CIVIL LAWSUIT CHARGING CANADIAN PAUL HAGGIS WITH RAPING A PUBLICIST PROMPTS THREE ADDITIONAL WOMEN TO COME FORWARD WITH SEXUAL MISCONDUCT ACCUSATIONS AGAINST THE OSCAR-WINNING FILMMAKER.
LOS ANGELES •A civil lawsuit charging Canadian Paul Haggis with raping a publicist has prompted three additional women to come forward with their own sexual misconduct accusations against the Oscar-winning filmmaker, including another publicist who says he forced her to perform oral sex, then raped her.
One of the other women speaking out told The Associated Press that Haggis, a native of London, Ont., tried to sexually assault her. “I need to be inside you,” she recalled him saying, before she managed to run away.
Another of the new accusers said Haggis held down her arms, forcibly kissed her on a street corner, then followed her into a taxi.
Christine Lepera, attorney for the 64-year-old screenwriter of Million Dollar Baby and Crash, said, “He didn’t rape anybody.”
Haggis denied the original rape allegation in a countercomplaint to the lawsuit, and said the accuser and her lawyer had demanded a US$9 million payment to avoid legal action, which he characterized as extortion.
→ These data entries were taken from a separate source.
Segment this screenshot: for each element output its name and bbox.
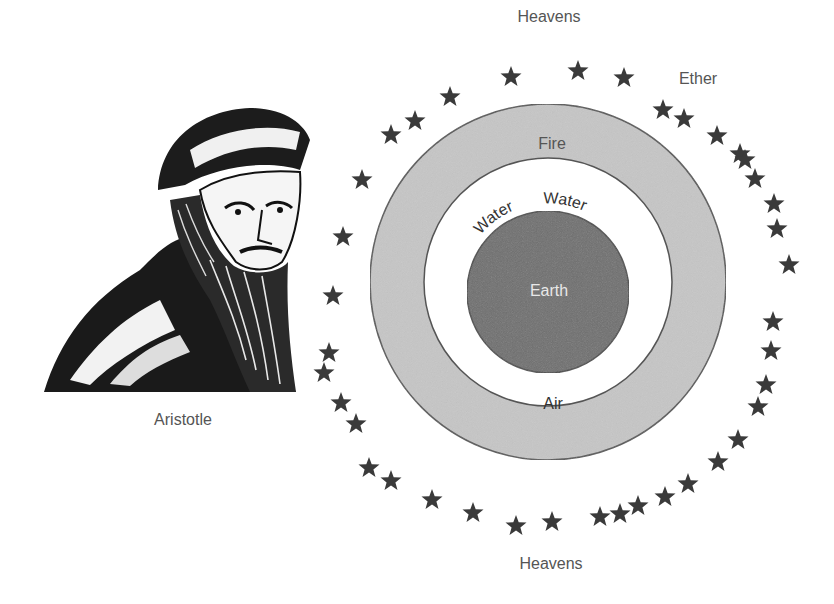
star-icon [653,99,674,119]
star-icon [405,110,426,130]
ether-label: Ether [679,70,717,88]
star-icon [381,124,402,144]
air-label: Air [543,395,563,413]
star-icon [314,362,335,382]
cosmology-diagram: Water Water [0,0,834,604]
star-icon [506,515,527,535]
star-icon [352,169,373,189]
star-icon [756,374,777,394]
star-icon [767,218,788,238]
star-icon [779,254,800,274]
star-icon [542,511,563,531]
star-icon [568,60,589,80]
star-icon [333,226,354,246]
star-icon [381,470,402,490]
star-icon [655,486,676,506]
star-icon [678,473,699,493]
star-icon [748,396,769,416]
star-icon [331,392,352,412]
heavens-top-label: Heavens [517,8,580,26]
star-icon [761,340,782,360]
aristotle-caption: Aristotle [154,411,212,429]
star-icon [359,457,380,477]
star-icon [708,451,729,471]
star-icon [610,503,631,523]
earth-label: Earth [530,282,568,300]
heavens-bottom-label: Heavens [519,555,582,573]
star-icon [346,413,367,433]
star-icon [763,311,784,331]
star-icon [707,125,728,145]
star-icon [590,506,611,526]
star-icon [323,285,344,305]
star-icon [764,193,785,213]
star-icon [674,108,695,128]
star-icon [614,67,635,87]
star-icon [319,342,340,362]
star-icon [728,429,749,449]
fire-label: Fire [538,135,566,153]
aristotle-portrait [44,108,310,392]
star-icon [422,489,443,509]
star-icon [501,66,522,86]
star-icon [745,168,766,188]
star-icon [463,502,484,522]
star-icon [628,495,649,515]
star-icon [440,86,461,106]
The plaintiff in the lawsuit, filed Dec. 15 in Manhattan, is identified in court papers as Haleigh Breest. The other three women subsequently came forward to Breest’s New York attorneys. They spoke to the AP on the condition that they not be identified for fear of retribution. The AP generally does not identify people who say they were the victims of sexual assault.
On Friday afternoon, Breest’s attorneys filed an amended complaint that includes details of the allegations lodged by the three new accusers.
Meanwhile, playwright and author Ann-Marie MacDonald says she experienced “exploitation, bullying and harassment” while working as an actress with Toronto’s Soulpepper Theatre Company in 2009.
MacDonald has published a letter on Facebook recounting her experiences while staging Top Girl, a high-profile production launched by one of the country’s leading theatre companies.
MacDonald says she decided to release the letter publicly after hearing about the sexual assault and harassment allegations levelled against Soulpepper founding director Albert Schultz.
In the letter, MacDonald alleges Soulpepper leaders “laughed off” concerns over a fundraising event where dinners with female cast members were auctioned off.
She says the cast did not know about the fundraising idea in advance and there was “a sense of outrage and disbelief” and “a strong wish” to skip the dinners, although actresses were concerned about repercussions.
MacDonald says Soulpepper ultimately issued an apology to the cast, although the dinners went ahead.